The Jaguar's Children by John Vaillant
Wednesday, April 29, 2015 at 8:29AM
TChris in General Fiction, John Vaillant

Published by Houghton Mifflin Harcourt on January 27, 2015

"It is harder to think good thoughts in the dark." Sealed inside a tanker with thirteen other Mexicans who are trying to cross the border without documents, Tito (the name by which most people address young Hector) has few reasons to think good thoughts. The truck has a broken axle, the coyotes driving the truck have apparently abandoned them, and the battery on Tito's phone is nearly dead. Soon the people welded inside the tank will be in the same condition as the truck and the battery: broken down and dying. Tito nevertheless narrates his plight (along with a variety of rants about corruption, poverty, crime, and the misery of life for an indio in Oaxaca), recording sound files on his friend's phone that he hopes will reach someone when he presses "send."

Also in the truck, although unconscious, is Tito's friend Cesar. Tito once borrowed a copy of The Savage Detectives from Cesar but they otherwise had little contact before a coincidental sets of circumstances caused Tito to join Cesar on his journey from Oaxaca to the border. Cesar is running to the border for reasons that have to do with corn (more than that I will not reveal).

The meandering stories that Tito narrates (the central story, told to him by the man he calls his grandfather, is a love story that tangentially relates to an ancient Jaguar Man carved from jade) are a mixture of reality and folklore. Tito talks about the power of icons, the power (or indifference) of saints, the history of Mexico, the desperation of Mexican life, the differences between the United States and Mexico, and the fundamental similarities of people everywhere. The story is a reminder of the things that are most important in life, the things we never think about until we are deprived of them.

The Jaguar's Children offers a heady mix of humor and sorrow. Death, Tito tells us, is the national drug of Mexico, "the god everyone worships but no one will name." Tito's ordeal would be a test of faith if he had any, but faith is more the province of his grandmother and his friend Cesar. But even as Tito faces the prospect of a horrifying death by dehydration inside a steel coffin, surrounded by others who share his misery, his story is life-affirming. It is the story of struggle, of the search for a purpose, of how different people find different purposes in different ways. It is moving, haunting, and illuminating.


Task description: All lines holding the word "marker" are to be copied from the records beneath.

[Figure content listings]
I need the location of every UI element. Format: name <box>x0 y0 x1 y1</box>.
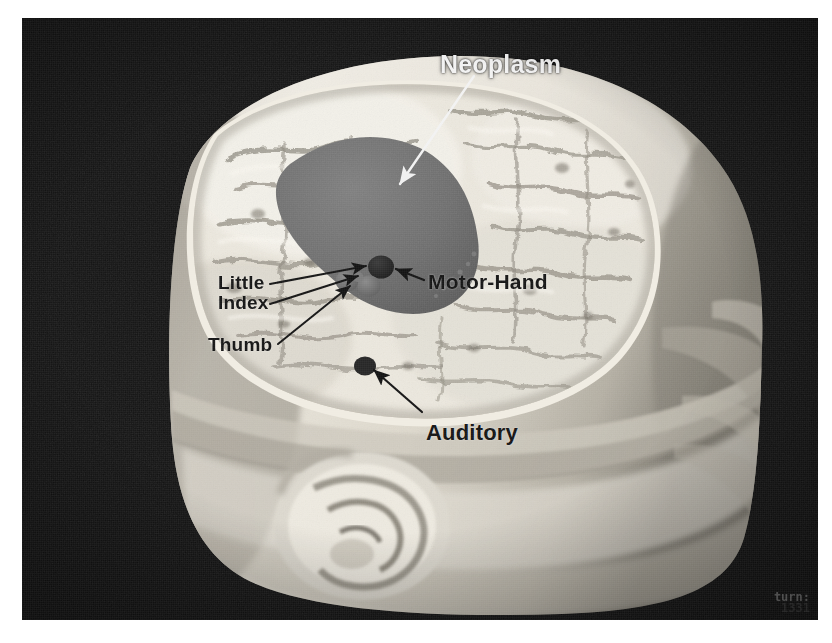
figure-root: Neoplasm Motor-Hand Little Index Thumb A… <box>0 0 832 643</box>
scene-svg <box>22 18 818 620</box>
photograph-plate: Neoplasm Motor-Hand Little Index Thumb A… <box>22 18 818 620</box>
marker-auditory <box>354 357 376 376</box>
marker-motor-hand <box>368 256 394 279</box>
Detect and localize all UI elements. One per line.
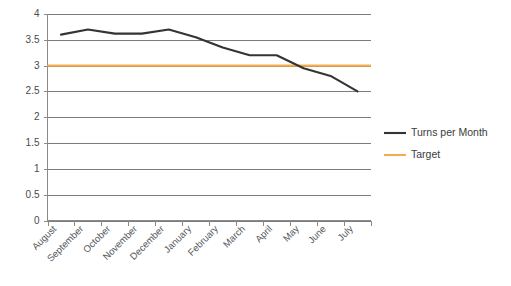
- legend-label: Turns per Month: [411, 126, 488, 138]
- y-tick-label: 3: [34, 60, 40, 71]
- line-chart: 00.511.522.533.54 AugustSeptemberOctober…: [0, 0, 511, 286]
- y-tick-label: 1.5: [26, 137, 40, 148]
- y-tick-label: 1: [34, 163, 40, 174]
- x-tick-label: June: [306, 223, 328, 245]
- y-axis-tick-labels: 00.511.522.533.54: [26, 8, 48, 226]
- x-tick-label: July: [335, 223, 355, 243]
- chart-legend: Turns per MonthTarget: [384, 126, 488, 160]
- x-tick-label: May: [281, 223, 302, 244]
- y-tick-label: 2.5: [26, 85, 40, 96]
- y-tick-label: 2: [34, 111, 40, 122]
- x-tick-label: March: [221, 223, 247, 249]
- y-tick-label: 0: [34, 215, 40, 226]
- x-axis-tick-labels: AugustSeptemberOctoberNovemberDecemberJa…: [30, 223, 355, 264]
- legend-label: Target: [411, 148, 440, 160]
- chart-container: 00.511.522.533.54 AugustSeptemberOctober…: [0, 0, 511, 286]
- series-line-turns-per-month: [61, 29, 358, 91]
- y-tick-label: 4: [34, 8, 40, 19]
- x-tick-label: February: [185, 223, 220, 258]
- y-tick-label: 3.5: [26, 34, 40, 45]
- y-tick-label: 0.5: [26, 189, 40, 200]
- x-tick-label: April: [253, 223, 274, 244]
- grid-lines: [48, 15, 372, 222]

Answer to this exercise:
marker-auditory <box>354 357 376 376</box>
marker-motor-hand <box>368 256 394 279</box>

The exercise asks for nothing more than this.